The Role of the Committee on Education
Interdisciplinary Interchange
Leading social and behavioral scientists at the University have long pursued questions of fundamental importance to education. The questions are broad in scope, for example: How do children learn to speak, to read, and to reason mathematically? How can classroom instruction promote such learning? How can school organization support such instruction? How does the political economy of a school system affects its productivity? Taken in isolation, each question is important for understanding human development and society. But the answers emerging in each domain of research have implications for inquiry in the other domains. The Committee will enable scholars throughout the University to explore these implications, deepening the work in each domain, uncovering new questions, and intensifying interdisciplinary scholarship in education.
More specifically, the Committee will sponsor an ongoing workshop on Education; administer training grants in educational research; and foster connections among education-related programs in existing departments and schools, including SSA’s Community Schools Program, the Urban Teacher Education Program, and courses in educational psychology, educational sociology, economics of education, social work, and educational policy.
Interplay Between Researchers and Practitioners
A crucial resource for the Committee’s work is the University’s Urban Education Initiative (UEI), perhaps the most ambitious attempt by a leading university to collaborate with educators in improving urban schools.

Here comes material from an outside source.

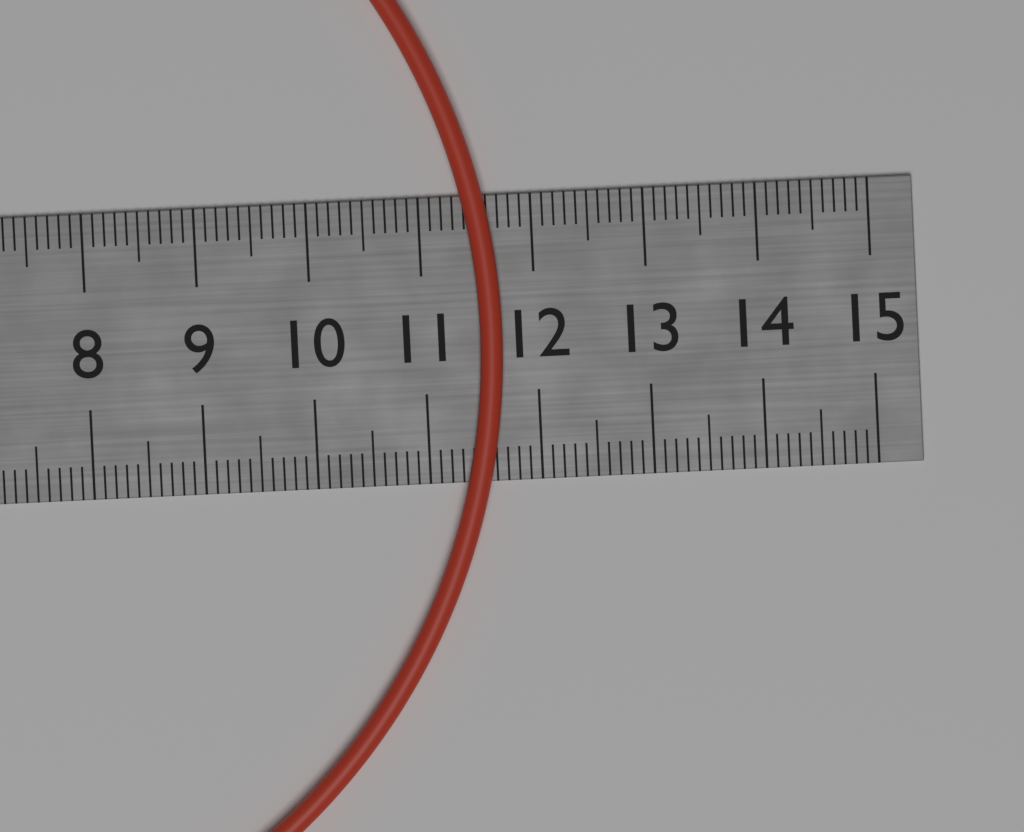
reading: 11.7 cm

In the charter schools UEI controls, the University will put to test its best ideas about how children learn, about how school and classroom organization can support learning, and about the incentives and management practices that best support effective practice, and about how schools can contribute to children’s social development through effective social services. Beyond its own charter schools, in a broader network of schools it will influence, UEI will test its understanding of how the professional development of incumbent teachers can improve their practice. In its Urban Teacher Education Program, UEI will test its knowledge of how best to prepare new teachers.

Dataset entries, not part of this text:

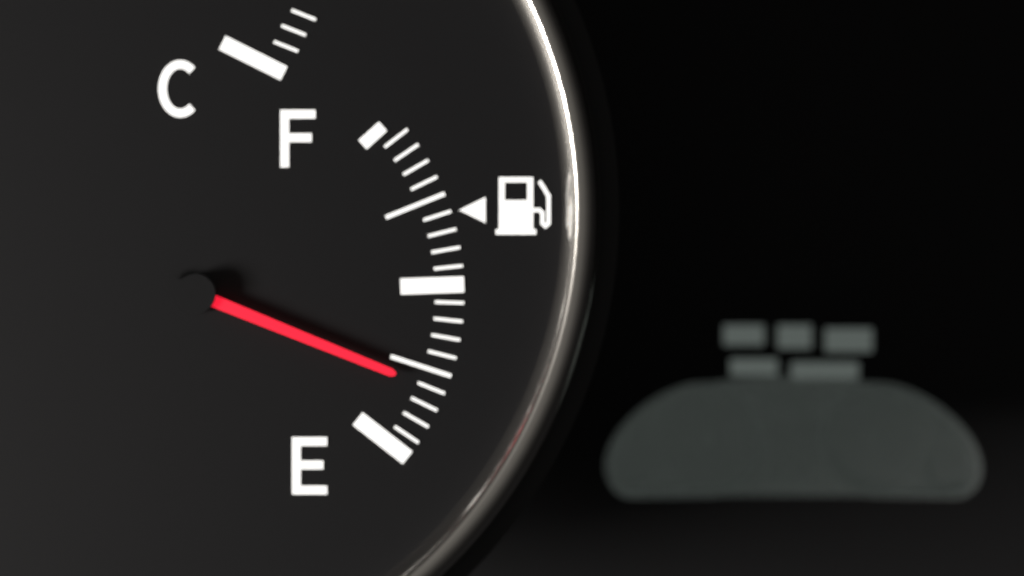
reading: 0.20 (no unit)
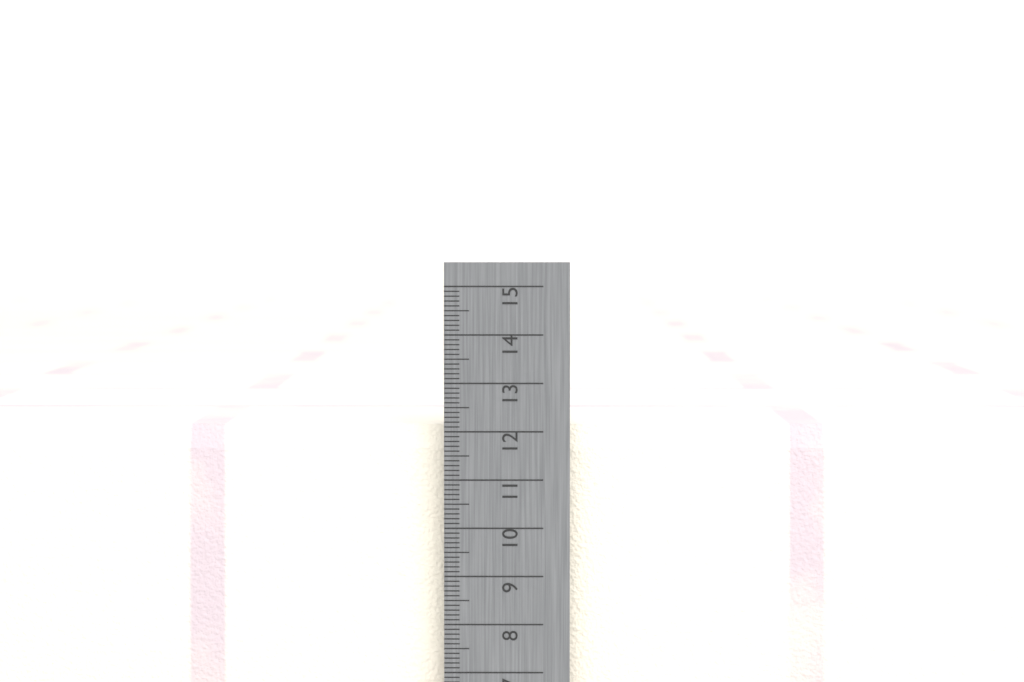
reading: 12.1 cm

Indeed, UEI intends to develop a distinctive “Chicago Model” for urban schooling. The model will simultaneously draw on and test the best ideas about teaching, learning, school organization, school governance, teacher preparation, and social service provision.
Clearly, the breadth of knowledge required for UEI to succeed matches the breadth of inquiry characterizing education research across the disciplines at the University. The Committee will therefore strive not only to facilitate interactions among University faculty but also to promote intense and sustained interaction between scholars and practitioners. Viewed from the standpoint of UEI, the Committee will be an invaluable resource, providing a stream of new findings and insights from research that can be of use in practice. From the standpoint of the Committee, however, the UEI is a key resource because UEI’s efforts to improve practice will reveal the limitations of accepted ideas and approaches while generating new questions and fresh insights from which academic research can benefit.
Effective educational practice is based on concerted action in the face of uncertainty. It requires loyalty, solidarity, and commitment in pursuit of common goals. Science, on the other hand, thrives on skepticism and the critical reappraisal of assumptions. The Committee aims to manage a creative interplay between these perspectives in order to advance scholarship on schooling while supporting UEI’s commitment to reflective practice. A vigorous fund-raising effort, including a major endowment component, will support the practical work and the scholarship, insuring that the interplay between them will be sustained for many decades to come.